In this situation those 20,000 Muslim refugees who refused to return to Bosnian territory are manipulated and brainwashed. Abdic is a traitor to his people: Proclaiming the “autonomy” of the western part of Bosnia meant that it would exist as a part of Karadzic’s “Serbska” statelet. This of course the Bosnian government couldn’t allow.

ATC: What is your opinion of the meaning of yesterday’s NATO bombing of the Serb-controlled air strip in Croatia?

NS: I think NATO realized – as the Bosnian government was asking all the time – that they had to show they could do something against Karadzic and Milosevic. It could be a warning to the Serbs to sign the peace plan.

The Washington agreement was signed by Croatia and Bosnia. Where are the Serbs? They must sign the peace plan; this could be a solution for the Bosnian problem. At this moment NATO wants to convince Karadzic-Milosevic to sign.

There’s a lot of talk about lifting the arms embargo. The Bosnian army is already stronger than it was two years ago. If they can get some heavy weapons they can remove the Serb forces from the occupied territory – step by step the Bosnian army could become strong enough to free the whole Bosnian territory on its own.

ATC: There have been some media reports of CIA involvement in training Bosnian government forces. Do you know about that?

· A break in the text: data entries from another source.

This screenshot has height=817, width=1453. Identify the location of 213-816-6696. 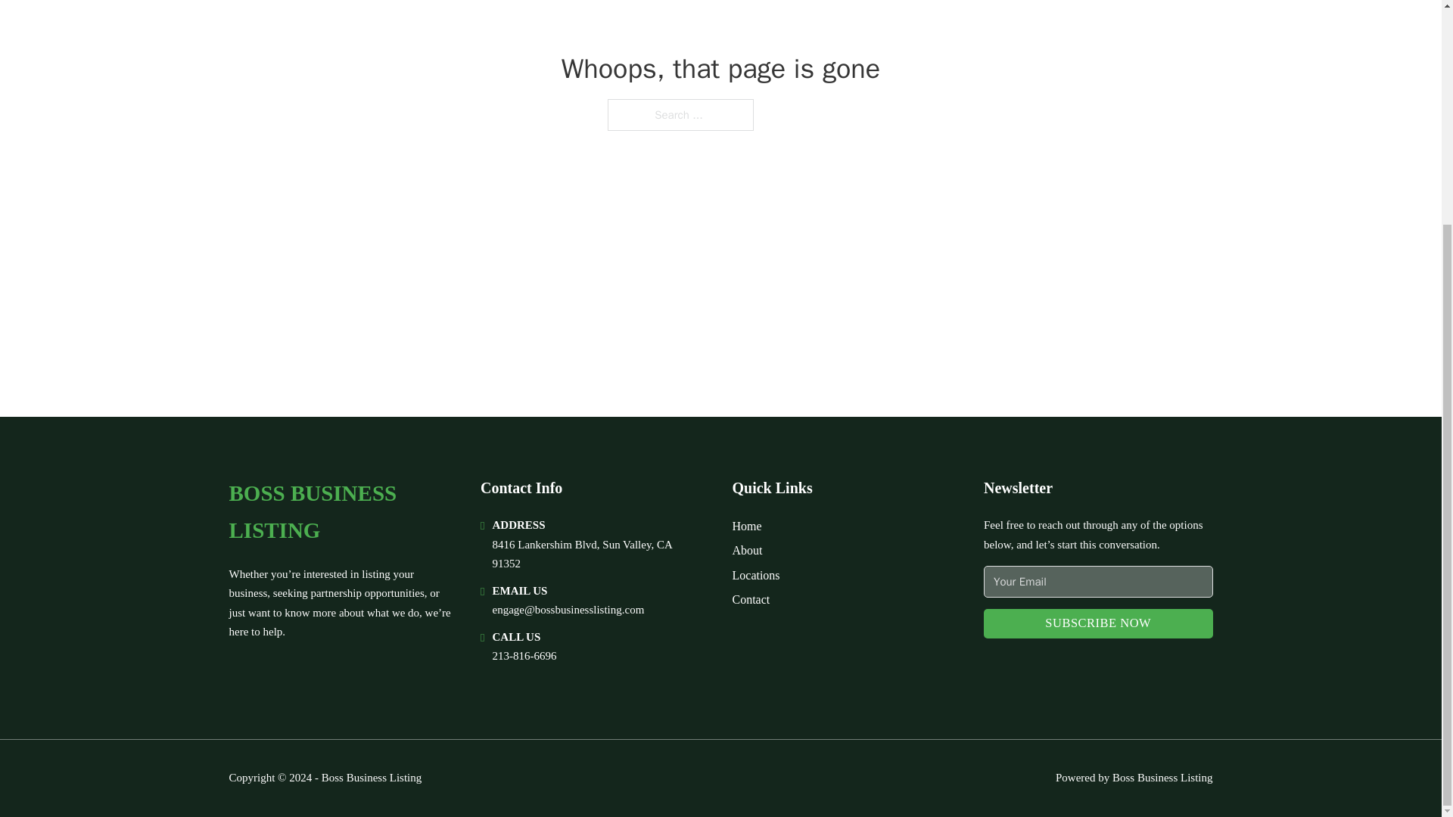
(524, 655).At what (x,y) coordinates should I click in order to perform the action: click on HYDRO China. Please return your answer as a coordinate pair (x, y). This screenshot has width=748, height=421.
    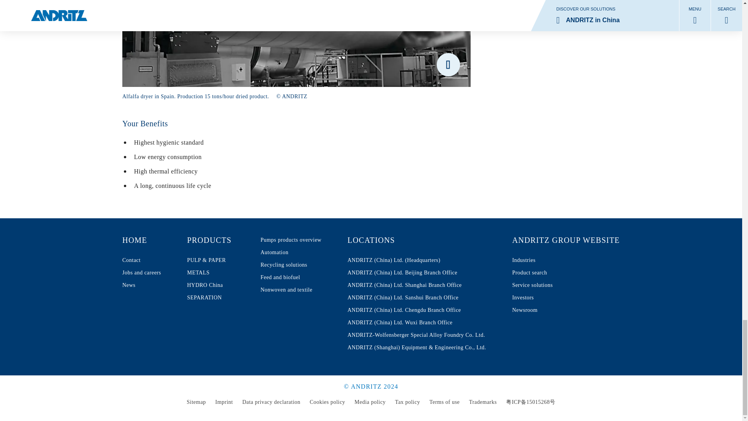
    Looking at the image, I should click on (217, 285).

NS: I’m not aware of that. But when the Washington agreement was signed,I remember Clinton promising U.S. support for implementation of the agreement. It means that somehow we can expect some kind of military help, not U.S. soldiers or weapons, but possibly advisors – I don’t believe that CIA agents are training Bosnian soldiers.

ATC: At this moment the military crisis is escalating; how do you think it will resolve?

NS: All I can say is that this winter will be very difficult, the winter of decision, to win or lose in a military sense. But it’s evident that the Bosnian army day to day is becoming bigger, stronger, better disciplined, with higher morale, and motivated to fight.